A Memoir of Faith: Insights from a Minister’s Wife

I’m not religious. Which doesn’t mean I don’t have faith. My faith is atheism. I believe what we see is what we get, we have one chance to leave a positive impact on the people around us, and our afterlife is what we leave behind in those people’s hearts and minds. 

It also doesn’t mean I don’t respect other people’s faiths. I do, very much. Even when I don’t understand their religious choices, as I don’t understand all the choices the Muslim women Sheima Benembarek wrote about in Halal Sex, I respect their right to make those choices, free of judgment. Which is probably why a diehard atheist like me got so much out of a book of essays written by a devoted Christian. 

Karen Stiller (class of 2018), author of The Minister’s Wife: A Memoir of Faith, Doubt, Friendship, Loneliness, Forgiveness, and More (Tyndale, 2020), has written a book filled with stories about what it’s like to be married to a member of the clergy—the burden of other people’s (and her own) unrealistic expectations, the wish that sometimes people would just stop talking to her and leave her alone, the loneliness of being unable to find a friend in one’s own community, the disappointment when her husband’s career takes the family places they’d rather not go instead of where they’d love to go. 
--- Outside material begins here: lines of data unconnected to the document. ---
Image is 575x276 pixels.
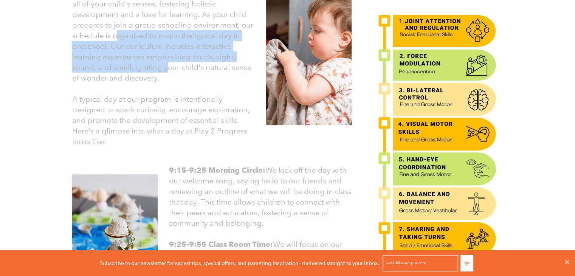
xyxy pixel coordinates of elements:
font: A typical day at our program is intentionally designed to spark curiosity, encourage exploration,... [72,95,249,146]
font: We kick off the day with our welcome song, saying hello to our friends and reviewing an outline o... [169,166,352,228]
p: Subscribe to our newsletter for expert tips, special offers, and parenting inspiration - delivere... [100,259,379,267]
button: Go [460,255,473,271]
input: email@example.com [383,255,458,271]
strong: 9:25-9:55 Class Room Time: [169,240,273,249]
strong: 9:15-9:25 Morning Circle: [169,166,265,175]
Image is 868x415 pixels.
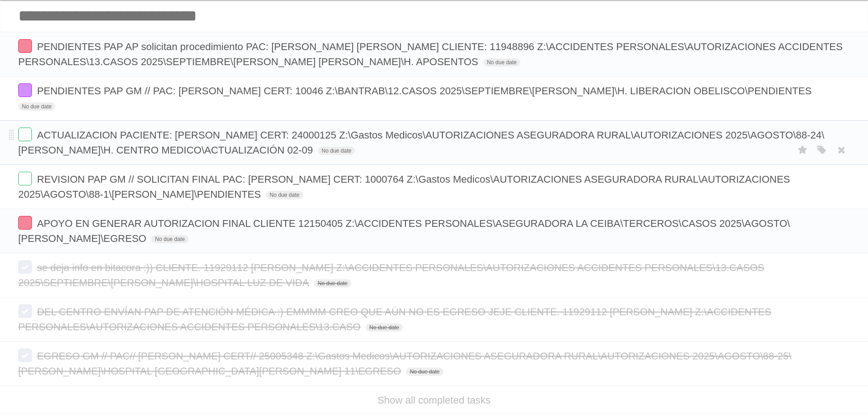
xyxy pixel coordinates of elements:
span: ACTUALIZACION PACIENTE: [PERSON_NAME] CERT: 24000125 Z:\Gastos Medicos\AUTORIZACIONES ASEGURADORA... [18,129,824,156]
a: Show all completed tasks [377,395,490,406]
span: DEL CENTRO ENVÍAN PAP DE ATENCIÓN MÉDICA :) EMMMM CREO QUE AÚN NO ES EGRESO JEJE CLIENTE. 1192911... [18,306,771,332]
label: Done [18,39,32,53]
span: EGRESO GM // PAC// [PERSON_NAME] CERT// 25005348 Z:\Gastos Medicos\AUTORIZACIONES ASEGURADORA RUR... [18,350,791,377]
span: se deja info en bitacora :)) CLIENTE. 11929112 [PERSON_NAME] Z:\ACCIDENTES PERSONALES\AUTORIZACIO... [18,262,764,288]
label: Done [18,216,32,230]
span: REVISION PAP GM // SOLICITAN FINAL PAC: [PERSON_NAME] CERT: 1000764 Z:\Gastos Medicos\AUTORIZACIO... [18,173,790,200]
span: No due date [406,368,443,376]
label: Done [18,349,32,362]
label: Done [18,305,32,318]
label: Done [18,172,32,185]
span: PENDIENTES PAP GM // PAC: [PERSON_NAME] CERT: 10046 Z:\BANTRAB\12.CASOS 2025\SEPTIEMBRE\[PERSON_N... [37,86,814,97]
span: No due date [18,103,55,111]
label: Done [18,260,32,274]
span: No due date [318,147,355,155]
span: No due date [366,323,403,332]
label: Done [18,128,32,141]
span: No due date [483,59,521,67]
span: No due date [266,191,303,199]
label: Done [18,83,32,97]
label: Star task [794,143,812,158]
span: No due date [152,235,188,243]
span: APOYO EN GENERAR AUTORIZACION FINAL CLIENTE 12150405 Z:\ACCIDENTES PERSONALES\ASEGURADORA LA CEIB... [18,218,790,245]
span: No due date [314,279,351,287]
span: PENDIENTES PAP AP solicitan procedimiento PAC: [PERSON_NAME] [PERSON_NAME] CLIENTE: 11948896 Z:\A... [18,41,842,68]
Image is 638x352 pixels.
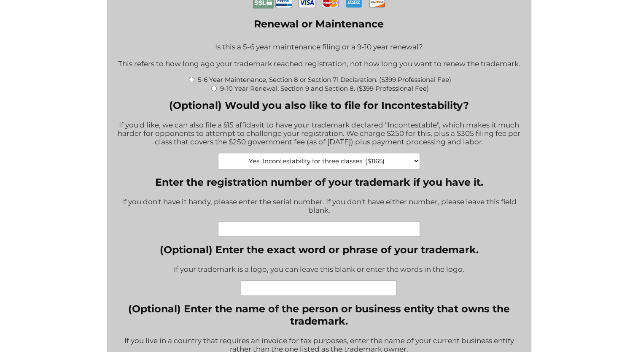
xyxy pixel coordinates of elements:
[159,243,478,256] label: (Optional) Enter the exact word or phrase of your trademark.
[254,18,384,30] legend: Renewal or Maintenance
[113,192,525,221] div: If you don't have it handy, please enter the serial number. If you don't have either number, plea...
[113,176,525,188] label: Enter the registration number of your trademark if you have it.
[113,115,525,153] div: If you'd like, we can also file a §15 affidavit to have your trademark declared "Incontestable", ...
[113,37,525,75] div: Is this a 5-6 year maintenance filing or a 9-10 year renewal? This refers to how long ago your tr...
[113,303,525,327] label: (Optional) Enter the name of the person or business entity that owns the trademark.
[113,99,525,111] label: (Optional) Would you also like to file for Incontestability?
[159,259,478,280] div: If your trademark is a logo, you can leave this blank or enter the words in the logo.
[220,84,429,92] label: 9-10 Year Renewal, Section 9 and Section 8. ($399 Professional Fee)
[197,76,451,84] label: 5-6 Year Maintenance, Section 8 or Section 71 Declaration. ($399 Professional Fee)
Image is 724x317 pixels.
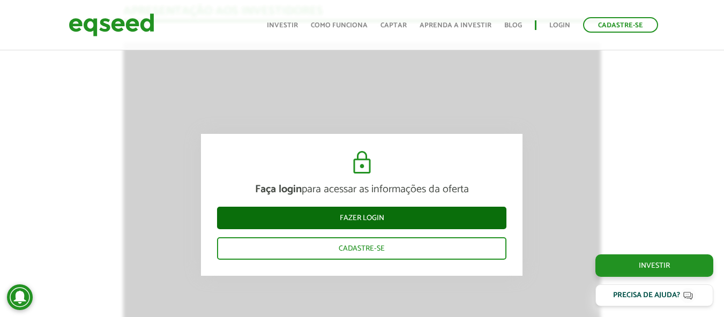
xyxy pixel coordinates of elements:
[69,11,154,39] img: EqSeed
[419,22,491,29] a: Aprenda a investir
[380,22,407,29] a: Captar
[217,183,506,196] p: para acessar as informações da oferta
[217,207,506,229] a: Fazer login
[217,237,506,260] a: Cadastre-se
[549,22,570,29] a: Login
[311,22,367,29] a: Como funciona
[595,254,713,277] a: Investir
[267,22,298,29] a: Investir
[255,181,302,198] strong: Faça login
[583,17,658,33] a: Cadastre-se
[504,22,522,29] a: Blog
[349,150,375,176] img: cadeado.svg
Stiller not only offers insight into what that life is really like, but she does so in an I-bet-you’re-more-fun-at-a-party-than-anyone-might-guess authorial voice, which she combines with a self-deprecating sense of humour that makes you wish that party was happening tonight. In a chapter on family, Stiller weighs in on what it’s like raising three human beings who are blessed and burdened with being minister’s children: 

The messes and misses are what Brent and I remember the most, what touch us so deeply—our clumsy selves just trying to do our best. There are so many real things that we did wrong, especially me with all my yelling. 

I wish I had never once shouted. I also wish they had not stretched plastic wrap around the living room lamps as I watched, helpless, while interviewing someone on the phone for a magazine article I was writing about whether or not spanking was a good thing. I wished they had not dumped a can of beans in their brother’s bed, or put all my bras in the freezer on April Fools’ Day. I wished that a frog had not been dropped in a sink full of dishes because, as it turns out, frogs die in hot, soapy water. …

I also wish I had done those things I had planned to do, like cooking a meal from a different country every week, learning about the culture together (sitting quietly, taking turns reading out loud), and praying for the people who lived there (sitting quietly, taking turns praying out loud). I did not do that, not even on one single Wednesday evening. That was an idea I had before we had kids, something nice to do with your puppy maybe.

This is a deeply human book, a book I chuckled along with as I recognized, against all odds, how much Stiller’s life reminded me of mine, a book I feared I wouldn’t enjoy (and then wouldn’t know what to write about) but instead ended up reading in one sitting. It’s the kind of book I like to read when I’m awake at 3 AM, much as I like reading Richard Wagamese’s gentle memoirs-in-essays, so that its kind and soothing message can take my mind off the troubles racing like squirrels around my brain—and allow me to find my way back to an untroubled rest.  

Books about faith:

Halal Sex: The Intimate Lives of Muslim Women in North America, by Sheima Benembarek.

The Scientist and the Psychic: A Son’s Exploration of His Mother’s Gift, by Christian Smith.